The BGG Hotness list is one of the best real-time signals for what the hobby is collectively obsessing over. This week, the signal is loud and clear: interaction is back.

The Top 5

#1: Concordia Special Edition is holding firm for a second consecutive week. That’s not a fluke. Concordia has always been the euro that euro-sceptics love, precisely because your card plays directly mess with what’s available to opponents. The Special Edition adds enough production value to justify a re-buy for existing fans, and it’s pulling in new players who skipped the understated original box. A 12-year-old design outperforming everything new on the market. Let that sink in.

#2: Fossilium continues climbing. A set collection game about fossil excavation sounds dry, but the spatial puzzle of dig site management has genuine teeth. Players compete for the same excavation sites, and timing your digs around opponents’ plans is the whole game. This one’s a slow burner.

#3: Pies has entered the chat. Yes, it’s called Pies. No, don’t let the name fool you. This is a surprisingly sharp area-control game from a first-time designer that’s been generating word-of-mouth buzz since Essen prototypes started circulating. Keep an eye on this one.

#4: The Old King’s Crown is a legacy-adjacent campaign game that’s been slowly building momentum. The cooperative play is tight enough that table talk genuinely matters. You can’t just optimise your own board and hope for the best.

#5: Harmonies rounds out the top five. An abstract about building natural landscapes that rewards spatial awareness and forward planning. Clean, satisfying, and surprisingly crunchy for its weight.

The New Entry

#19: Dune Imperium: Uprising makes its first Hotness appearance, driven by the digital implementation announcement. The original Dune Imperium was already the gold standard for deck-building-meets-worker-placement. Uprising’s expanded market row and new faction mechanics have been divisive enough to keep people talking. That’s usually a good sign.

The Pattern

Look at the top five again. Concordia: your card play affects opponents’ options. Fossilium: competing for dig sites. Pies: area control. The Old Kings Crown: cooperative dependency. Even Harmonies requires awareness of the shared landscape pool.

This isn’t coincidence. After years of multiplayer-solitaire engine builders dominating the Hotness, we’re seeing a clear swing toward games where what your opponents do actually matters. Players are voting with their attention. And the message is: if I wanted to optimise alone, I’d play a video game.

The question is whether publishers are listening. The crowdfunding space is still dominated by big-box productions where player interaction is an afterthought. But the Hotness, which tracks what people are actively looking at and discussing, is telling a different story.

What to Watch

Keep an eye on Concordia at #1. Games rarely hold the top spot for three consecutive weeks unless there’s sustained new-player discovery happening. If it’s still there next Monday, we’re looking at something remarkable. A design from 2013 outperforming everything new.


Weekly Hotness is published every Monday based on BoardGameGeek’s trending data. Follow @TheDiceDrop for daily analysis.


● WHAT TO DO
Return all lines from the listing below in which "value" appears.

● THE INPUT
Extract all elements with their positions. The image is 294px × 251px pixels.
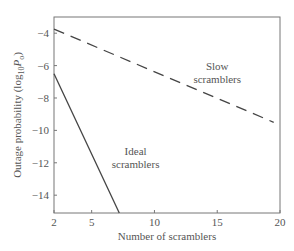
- plot-frame: [54, 17, 280, 213]
- y-tick-label: −10: [32, 124, 50, 136]
- series-line-ideal-scramblers: [54, 74, 119, 213]
- chart: −4−6−8−10−12−14 25101520 SlowscramblersI…: [0, 0, 294, 251]
- y-axis-ticks: −4−6−8−10−12−14: [32, 27, 57, 201]
- y-tick-label: −8: [37, 92, 49, 104]
- annotation-label: Slow: [206, 60, 229, 72]
- y-tick-label: −4: [37, 27, 49, 39]
- annotation-label: scramblers: [193, 73, 241, 85]
- annotation-label: Ideal: [125, 145, 147, 157]
- x-tick-label: 20: [275, 216, 287, 228]
- x-tick-label: 5: [89, 216, 95, 228]
- y-tick-label: −14: [32, 189, 50, 201]
- x-tick-label: 15: [212, 216, 224, 228]
- y-tick-label: −12: [32, 157, 49, 169]
- annotations: SlowscramblersIdealscramblers: [112, 60, 241, 169]
- annotation-label: scramblers: [112, 158, 160, 170]
- x-axis-label: Number of scramblers: [118, 230, 216, 242]
- y-axis-label: Outage probability (log10Po): [11, 52, 26, 178]
- x-tick-label: 2: [51, 216, 57, 228]
- series-group: [54, 29, 274, 213]
- y-tick-label: −6: [37, 60, 49, 72]
- x-tick-label: 10: [149, 216, 161, 228]
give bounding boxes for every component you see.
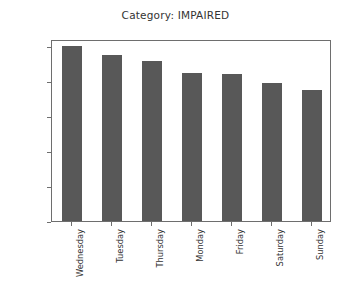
x-tick-label: Monday [195,229,205,262]
x-tick-label: Tuesday [115,229,125,263]
bar [262,83,282,221]
x-tick-mark [191,222,192,226]
x-tick-mark [71,222,72,226]
plot-area [51,40,331,222]
x-tick-mark [151,222,152,226]
y-tick-mark [47,222,51,223]
bar [102,55,122,221]
bar-chart-figure: Category: IMPAIRED 050001000015000200002… [0,0,351,293]
x-tick-mark [271,222,272,226]
x-tick-mark [231,222,232,226]
bar [222,74,242,221]
x-tick-mark [111,222,112,226]
x-tick-label: Thursday [155,229,165,268]
bar [302,90,322,221]
x-tick-label: Wednesday [75,229,85,277]
bar [142,61,162,221]
bar [62,46,82,221]
x-tick-label: Friday [235,229,245,254]
chart-title: Category: IMPAIRED [0,9,351,21]
bar [182,73,202,221]
x-tick-mark [311,222,312,226]
x-tick-label: Sunday [315,229,325,260]
x-tick-label: Saturday [275,229,285,266]
bars-layer [52,41,330,221]
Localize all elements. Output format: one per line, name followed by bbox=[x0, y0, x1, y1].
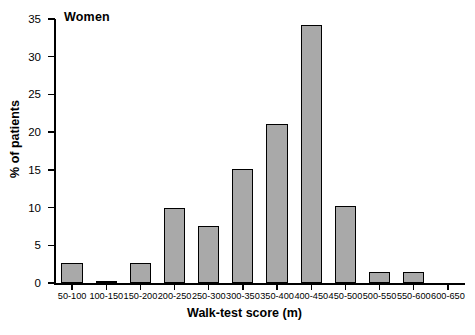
y-axis-tick-label: 25 bbox=[0, 87, 41, 101]
x-axis-tick-label: 500-550 bbox=[363, 292, 397, 301]
x-axis-tick-label: 150-200 bbox=[124, 292, 158, 301]
y-axis-tick-label: 15 bbox=[0, 163, 41, 177]
bar bbox=[301, 25, 322, 283]
x-axis-tick bbox=[379, 283, 380, 290]
x-axis-tick bbox=[311, 283, 312, 290]
bar bbox=[61, 263, 82, 283]
x-axis-tick-label: 600-650 bbox=[431, 292, 465, 301]
bar bbox=[266, 124, 287, 283]
x-axis-title: Walk-test score (m) bbox=[0, 306, 475, 320]
x-axis-tick bbox=[242, 283, 243, 290]
y-axis-tick bbox=[48, 207, 55, 208]
x-axis-tick-label: 550-600 bbox=[397, 292, 431, 301]
y-axis-tick-label: 30 bbox=[0, 50, 41, 64]
y-axis-tick bbox=[48, 18, 55, 19]
x-axis-tick bbox=[71, 283, 72, 290]
x-axis-line bbox=[54, 283, 465, 285]
x-axis-tick bbox=[174, 283, 175, 290]
y-axis-tick-label: 0 bbox=[0, 276, 41, 290]
x-axis-tick bbox=[140, 283, 141, 290]
bar bbox=[198, 226, 219, 283]
x-axis-tick-label: 100-150 bbox=[89, 292, 123, 301]
y-axis-tick bbox=[48, 94, 55, 95]
bar bbox=[335, 206, 356, 283]
plot-area bbox=[55, 19, 465, 283]
y-axis-tick-label: 20 bbox=[0, 125, 41, 139]
x-axis-tick-label: 350-400 bbox=[260, 292, 294, 301]
bar bbox=[164, 208, 185, 283]
x-axis-tick-label: 300-350 bbox=[226, 292, 260, 301]
y-axis-tick-label: 10 bbox=[0, 201, 41, 215]
x-axis-tick bbox=[447, 283, 448, 290]
bar bbox=[403, 272, 424, 283]
x-axis-tick bbox=[208, 283, 209, 290]
x-axis-tick-label: 200-250 bbox=[158, 292, 192, 301]
y-axis-tick-label: 35 bbox=[0, 12, 41, 26]
x-axis-tick bbox=[413, 283, 414, 290]
y-axis-tick-label: 5 bbox=[0, 238, 41, 252]
x-axis-tick bbox=[276, 283, 277, 290]
bar bbox=[130, 263, 151, 283]
bar bbox=[232, 169, 253, 283]
histogram-figure: Women % of patients 05101520253035 50-10… bbox=[0, 0, 475, 335]
y-axis-tick bbox=[48, 131, 55, 132]
x-axis-tick-label: 450-500 bbox=[329, 292, 363, 301]
x-axis-title-text: Walk-test score (m) bbox=[187, 306, 302, 320]
y-axis-tick bbox=[48, 169, 55, 170]
y-axis-tick bbox=[48, 245, 55, 246]
x-axis-tick-label: 250-300 bbox=[192, 292, 226, 301]
x-axis-tick bbox=[106, 283, 107, 290]
y-axis-tick bbox=[48, 56, 55, 57]
bar bbox=[369, 272, 390, 283]
x-axis-tick-label: 50-100 bbox=[58, 292, 87, 301]
y-axis-tick bbox=[48, 282, 55, 283]
x-axis-tick bbox=[345, 283, 346, 290]
x-axis-tick-label: 400-450 bbox=[294, 292, 328, 301]
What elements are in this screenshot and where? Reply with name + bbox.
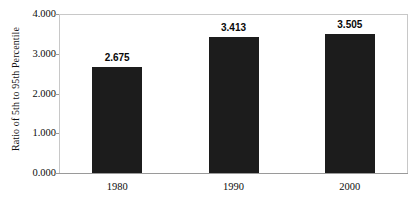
bar-value-label: 3.505 [320,18,380,31]
y-axis-tick-mark [55,133,59,134]
y-axis-tick-mark [55,54,59,55]
y-axis-tick-label: 3.000 [16,48,56,60]
y-axis-tick-mark [55,14,59,15]
x-axis-category-label: 2000 [320,180,380,193]
y-axis-tick-mark [55,173,59,174]
bar-value-label: 2.675 [87,51,147,64]
bar [325,34,375,173]
y-axis-tick-label-group: 0.0001.0002.0003.0004.000 [16,0,56,207]
x-axis-line [59,173,408,174]
x-axis-category-label: 1980 [87,180,147,193]
bar-value-label: 3.413 [204,21,264,34]
bar [209,37,259,173]
y-axis-tick-mark [55,94,59,95]
y-axis-tick-label: 2.000 [16,88,56,100]
x-axis-category-label: 1990 [204,180,264,193]
bar-chart: Ratio of 5th to 95th Percentile 0.0001.0… [0,0,418,207]
y-axis-tick-label: 1.000 [16,127,56,139]
y-axis-tick-label: 4.000 [16,8,56,20]
y-axis-tick-label: 0.000 [16,167,56,179]
plot-area [59,14,408,174]
bar [92,67,142,173]
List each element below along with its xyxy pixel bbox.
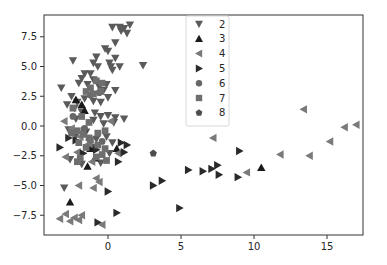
data-point-3 [257,163,265,171]
data-point-2 [111,39,119,47]
data-point-4 [340,123,348,131]
data-point-5 [176,204,184,212]
data-point-2 [97,113,105,121]
data-point-5 [216,171,224,179]
data-point-2 [108,139,116,147]
data-point-7 [74,127,81,134]
data-point-4 [60,117,68,125]
data-point-2 [104,112,112,120]
data-point-2 [111,87,119,95]
data-point-5 [105,187,113,195]
y-axis: 7.55.02.50.0−2.5−5.0−7.5 [13,31,44,221]
data-point-4 [352,121,360,129]
legend: 2345678 [186,16,229,126]
data-point-4 [243,168,251,176]
y-tick-label: 0.0 [21,121,37,132]
data-point-2 [89,98,97,106]
data-point-5 [150,181,158,189]
data-point-7 [75,139,82,146]
data-point-4 [299,105,307,113]
data-point-4 [305,152,313,160]
data-point-7 [93,154,100,161]
data-point-2 [75,80,83,88]
legend-marker-7-icon [196,95,202,101]
data-point-2 [108,67,116,75]
data-point-2 [97,99,105,107]
data-point-7 [83,88,90,95]
legend-label: 4 [219,48,225,59]
data-point-2 [57,85,65,93]
data-point-7 [87,137,94,144]
y-tick-label: 2.5 [21,91,37,102]
data-point-4 [56,215,64,223]
y-tick-label: −5.0 [13,180,37,191]
data-point-5 [214,161,222,169]
x-axis: 051015 [105,235,334,252]
x-tick-label: 5 [178,241,184,252]
data-point-5 [121,148,129,156]
data-point-2 [115,63,123,71]
data-point-7 [77,155,84,162]
data-point-6 [81,125,88,132]
data-point-7 [90,91,97,98]
y-tick-label: −2.5 [13,150,37,161]
data-point-6 [70,113,77,120]
data-point-5 [200,167,208,175]
data-point-2 [99,120,107,128]
data-point-7 [70,105,77,112]
data-point-8 [150,150,157,157]
data-point-4 [326,137,334,145]
data-point-7 [102,127,109,134]
scatter-chart: 051015 7.55.02.50.0−2.5−5.0−7.5 2345678 [0,0,387,265]
y-tick-label: 7.5 [21,31,37,42]
data-point-2 [123,30,131,38]
data-point-5 [56,143,64,151]
data-point-2 [104,94,112,102]
data-point-5 [124,141,132,149]
y-tick-label: 5.0 [21,61,37,72]
data-point-5 [236,147,244,155]
data-point-4 [276,150,284,158]
legend-label: 6 [219,78,225,89]
data-point-7 [102,145,109,152]
data-point-2 [139,62,147,70]
data-point-7 [99,80,106,87]
data-point-2 [120,116,128,124]
data-point-7 [68,130,75,137]
legend-label: 3 [219,33,225,44]
x-tick-label: 10 [248,241,261,252]
data-point-4 [89,184,97,192]
data-point-4 [61,153,69,161]
data-point-5 [113,209,121,217]
data-point-7 [97,88,104,95]
data-point-2 [94,63,102,71]
data-point-5 [235,173,243,181]
data-point-5 [185,166,193,174]
x-tick-label: 0 [105,241,111,252]
data-point-7 [93,77,100,84]
data-point-2 [69,57,77,65]
data-point-3 [83,162,91,170]
data-point-7 [99,151,106,158]
data-point-4 [209,134,217,142]
data-point-2 [60,185,68,193]
legend-label: 5 [219,63,225,74]
y-tick-label: −7.5 [13,210,37,221]
legend-marker-6-icon [196,80,202,86]
data-point-7 [86,119,93,126]
data-point-7 [80,131,87,138]
data-point-2 [108,24,116,32]
data-point-3 [66,198,74,206]
data-point-4 [75,181,83,189]
data-point-7 [103,157,110,164]
x-tick-label: 15 [321,241,334,252]
data-point-5 [115,158,123,166]
data-point-5 [159,177,167,185]
data-point-4 [66,217,74,225]
data-point-7 [78,113,85,120]
legend-label: 7 [219,93,225,104]
data-point-7 [94,142,101,149]
legend-label: 2 [219,19,225,30]
data-point-7 [94,130,101,137]
data-point-7 [83,144,90,151]
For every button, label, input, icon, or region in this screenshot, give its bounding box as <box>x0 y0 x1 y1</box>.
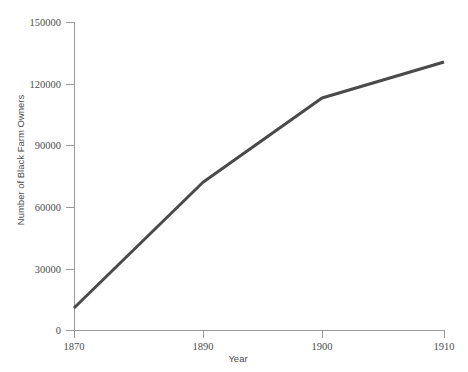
data-series-line <box>74 62 444 308</box>
y-axis-ticks <box>66 22 74 330</box>
y-tick-label-150000: 150000 <box>30 17 62 28</box>
x-tick-label-1890: 1890 <box>193 341 214 352</box>
y-tick-label-60000: 60000 <box>35 202 61 213</box>
x-tick-label-1910: 1910 <box>434 341 455 352</box>
y-tick-label-0: 0 <box>56 325 61 336</box>
y-axis-title: Number of Black Farm Owners <box>15 95 26 226</box>
y-tick-label-120000: 120000 <box>30 79 62 90</box>
x-axis-ticks <box>74 330 444 338</box>
line-chart: 0 30000 60000 90000 120000 150000 1870 1… <box>0 0 468 372</box>
y-tick-label-30000: 30000 <box>35 264 61 275</box>
x-axis-tick-labels: 1870 1890 1900 1910 <box>64 341 455 352</box>
y-tick-label-90000: 90000 <box>35 140 61 151</box>
x-tick-label-1870: 1870 <box>64 341 85 352</box>
x-tick-label-1900: 1900 <box>312 341 333 352</box>
chart-container: 0 30000 60000 90000 120000 150000 1870 1… <box>0 0 468 372</box>
x-axis-title: Year <box>228 353 247 364</box>
y-axis-tick-labels: 0 30000 60000 90000 120000 150000 <box>30 17 62 336</box>
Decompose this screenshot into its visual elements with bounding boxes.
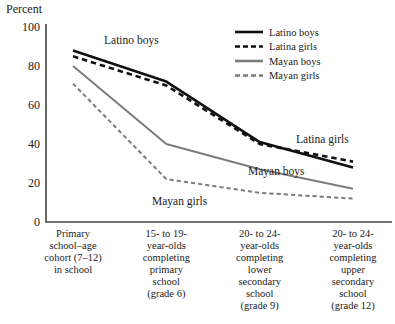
y-tick-40: 40 (28, 137, 40, 151)
x-axis-label-4: 20- to 24- (332, 228, 374, 239)
x-axis-label-4: year-olds (334, 240, 373, 251)
x-axis-label-1: cohort (7–12) (44, 252, 102, 264)
x-axis-label-2: completing (143, 252, 191, 263)
y-tick-0: 0 (34, 215, 40, 229)
annotation-mayan-boys: Mayan boys (248, 165, 305, 178)
y-axis-title: Percent (6, 2, 43, 16)
x-axis-label-2: primary (150, 264, 184, 275)
x-axis-label-1: Primary (56, 228, 91, 239)
x-axis-label-2: school (153, 276, 180, 287)
x-axis-label-3: lower (248, 264, 272, 275)
chart-legend: Latino boysLatina girlsMayan boysMayan g… (235, 27, 321, 82)
x-axis-label-4: upper (341, 264, 365, 275)
x-axis-label-4: school (339, 288, 366, 299)
annotation-mayan-girls: Mayan girls (152, 195, 208, 208)
chart-container: Percent 100 80 60 40 20 0 Latino boysLat… (0, 0, 395, 324)
x-axis-label-4: secondary (332, 276, 375, 287)
series-line-latino-boys (73, 50, 353, 167)
x-axis-label-3: school (246, 288, 273, 299)
x-axis-label-4: completing (329, 252, 377, 263)
x-axis-label-1: school–age (49, 240, 97, 251)
y-tick-80: 80 (28, 59, 40, 73)
x-axis-label-3: secondary (238, 276, 281, 287)
x-axis-label-3: (grade 9) (241, 300, 280, 312)
x-axis-label-3: 20- to 24- (239, 228, 281, 239)
y-tick-100: 100 (22, 20, 40, 34)
chart-axes (46, 24, 392, 222)
y-tick-20: 20 (28, 176, 40, 190)
legend-label-latina-girls: Latina girls (269, 41, 317, 52)
line-chart: Percent 100 80 60 40 20 0 Latino boysLat… (0, 0, 395, 324)
annotation-latino-boys: Latino boys (104, 34, 159, 47)
x-axis-label-2: year-olds (147, 240, 186, 251)
x-axis-label-3: year-olds (240, 240, 279, 251)
x-axis-label-2: 15- to 19- (146, 228, 188, 239)
legend-label-mayan-boys: Mayan boys (269, 56, 321, 67)
x-axis-label-3: completing (236, 252, 284, 263)
x-axis-label-4: (grade 12) (331, 300, 375, 312)
y-tick-60: 60 (28, 98, 40, 112)
x-axis-label-1: in school (54, 264, 92, 275)
legend-label-mayan-girls: Mayan girls (269, 70, 319, 81)
x-axis-label-2: (grade 6) (147, 288, 186, 300)
x-axis-labels: Primaryschool–agecohort (7–12)in school1… (44, 228, 377, 312)
annotation-latina-girls: Latina girls (296, 133, 349, 146)
legend-label-latino-boys: Latino boys (269, 27, 319, 38)
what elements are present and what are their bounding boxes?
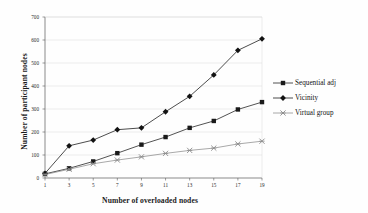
legend-label: Virtual group [294,109,334,117]
data-point-diamond [280,95,286,101]
data-point-square [212,119,216,123]
square-marker [91,159,95,163]
square-marker [115,151,119,155]
y-tick-label: 200 [23,129,39,135]
y-tick-marks [43,17,46,178]
x-tick-marks [45,178,262,181]
square-marker [139,142,143,146]
data-point-diamond [259,36,265,42]
data-point-square [281,80,285,84]
diamond-marker [114,127,120,133]
x-tick-label: 19 [254,182,270,188]
diamond-icon [272,91,294,105]
x-tick-label: 13 [182,182,198,188]
diamond-marker [280,95,286,101]
y-tick-label: 100 [23,152,39,158]
data-point-diamond [139,125,145,131]
grid-lines [45,17,262,155]
legend-item-square: Sequential adj [272,75,366,90]
data-point-square [115,151,119,155]
x-tick-label: 17 [230,182,246,188]
data-point-square [139,142,143,146]
x-tick-label: 5 [85,182,101,188]
diamond-marker [163,109,169,115]
axes [45,17,262,178]
cross-icon [272,106,294,120]
chart-figure: Number of participant nodes Number of ov… [0,0,368,213]
data-point-cross [115,157,120,162]
legend-label: Vicinity [294,94,318,102]
legend-item-cross: Virtual group [272,105,366,120]
x-tick-label: 1 [37,182,53,188]
square-marker [236,107,240,111]
y-tick-label: 400 [23,83,39,89]
y-tick-label: 700 [23,14,39,20]
data-point-square [91,159,95,163]
series-0 [43,100,264,176]
series-line [45,141,262,174]
data-point-cross [211,146,216,151]
x-tick-label: 3 [61,182,77,188]
y-tick-label: 500 [23,60,39,66]
diamond-marker [90,137,96,143]
data-point-diamond [163,109,169,115]
legend-label: Sequential adj [294,79,336,87]
data-point-cross [280,110,285,115]
x-tick-label: 11 [158,182,174,188]
x-tick-label: 15 [206,182,222,188]
x-tick-label: 7 [109,182,125,188]
y-tick-label: 600 [23,37,39,43]
series-line [45,102,262,174]
data-point-cross [187,148,192,153]
data-point-square [260,100,264,104]
data-point-square [187,126,191,130]
square-marker [260,100,264,104]
square-icon [272,76,294,90]
square-marker [212,119,216,123]
square-marker [163,135,167,139]
x-axis-title: Number of overloaded nodes [0,196,300,205]
data-point-cross [235,141,240,146]
diamond-marker [259,36,265,42]
data-point-diamond [114,127,120,133]
data-point-square [236,107,240,111]
y-tick-label: 300 [23,106,39,112]
legend-item-diamond: Vicinity [272,90,366,105]
square-marker [281,80,285,84]
square-marker [187,126,191,130]
y-tick-label: 0 [23,175,39,181]
chart-legend: Sequential adjVicinityVirtual group [272,75,366,120]
diamond-marker [139,125,145,131]
data-point-square [163,135,167,139]
series-line [45,39,262,174]
x-tick-label: 9 [133,182,149,188]
data-point-diamond [90,137,96,143]
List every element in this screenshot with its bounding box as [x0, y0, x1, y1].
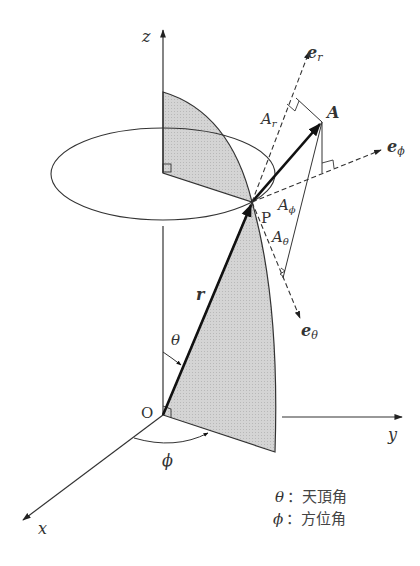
point-P-label: P: [261, 209, 271, 227]
phi-arc: [134, 433, 208, 443]
theta-arc: [163, 352, 181, 365]
e-phi-label: eϕ: [387, 137, 405, 158]
x-axis-label: x: [38, 519, 47, 538]
A-r-label: Ar: [259, 110, 278, 129]
projection-A-to-er: [296, 98, 322, 122]
x-axis: [23, 415, 163, 520]
e-r-label: er: [307, 43, 323, 64]
r-label: r: [196, 285, 206, 304]
unit-vector-e-phi: [252, 150, 381, 202]
A-label: A: [325, 103, 339, 122]
spherical-coordinates-diagram: z y x O P r θ ϕ A er eϕ eθ Ar Aϕ Aθ θ：天頂…: [0, 0, 420, 566]
upper-meridian-shade: [163, 92, 252, 202]
lower-meridian-shade: [163, 202, 276, 452]
z-axis-label: z: [141, 27, 151, 46]
e-theta-label: eθ: [301, 321, 318, 342]
theta-label: θ: [171, 331, 180, 349]
right-angle-mark-er: [287, 101, 299, 111]
A-theta-label: Aθ: [270, 228, 289, 247]
y-axis-label: y: [387, 425, 398, 444]
phi-label: ϕ: [162, 451, 173, 470]
origin-label: O: [141, 404, 153, 422]
right-angle-mark-ephi: [322, 160, 334, 168]
A-phi-label: Aϕ: [276, 196, 296, 215]
legend-phi: ϕ：方位角: [273, 510, 346, 528]
legend-theta: θ：天頂角: [275, 488, 347, 506]
vector-A: [252, 124, 320, 202]
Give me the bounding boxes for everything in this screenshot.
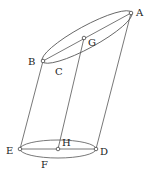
point-b xyxy=(41,59,45,63)
label-c: C xyxy=(55,66,63,77)
segment-ba xyxy=(43,13,131,61)
cylinder-diagram: A B C G E H D F xyxy=(0,0,148,173)
label-b: B xyxy=(28,56,35,67)
segment-be xyxy=(20,61,43,149)
label-a: A xyxy=(135,7,144,18)
diagram-canvas: A B C G E H D F xyxy=(0,0,148,173)
point-h xyxy=(56,147,60,151)
point-d xyxy=(94,147,98,151)
label-d: D xyxy=(100,146,108,157)
label-f: F xyxy=(41,159,48,170)
label-h: H xyxy=(62,137,71,148)
point-e xyxy=(18,147,22,151)
point-a xyxy=(129,11,133,15)
label-g: G xyxy=(88,37,96,48)
point-g xyxy=(82,36,86,40)
label-e: E xyxy=(6,145,13,156)
segment-gh xyxy=(58,38,84,149)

● EXERCISE RESULT
bar-value-label: 3.505 [320,18,380,31]
bar-value-label: 2.675 [87,51,147,64]
bar-value-label: 3.413 [204,21,264,34]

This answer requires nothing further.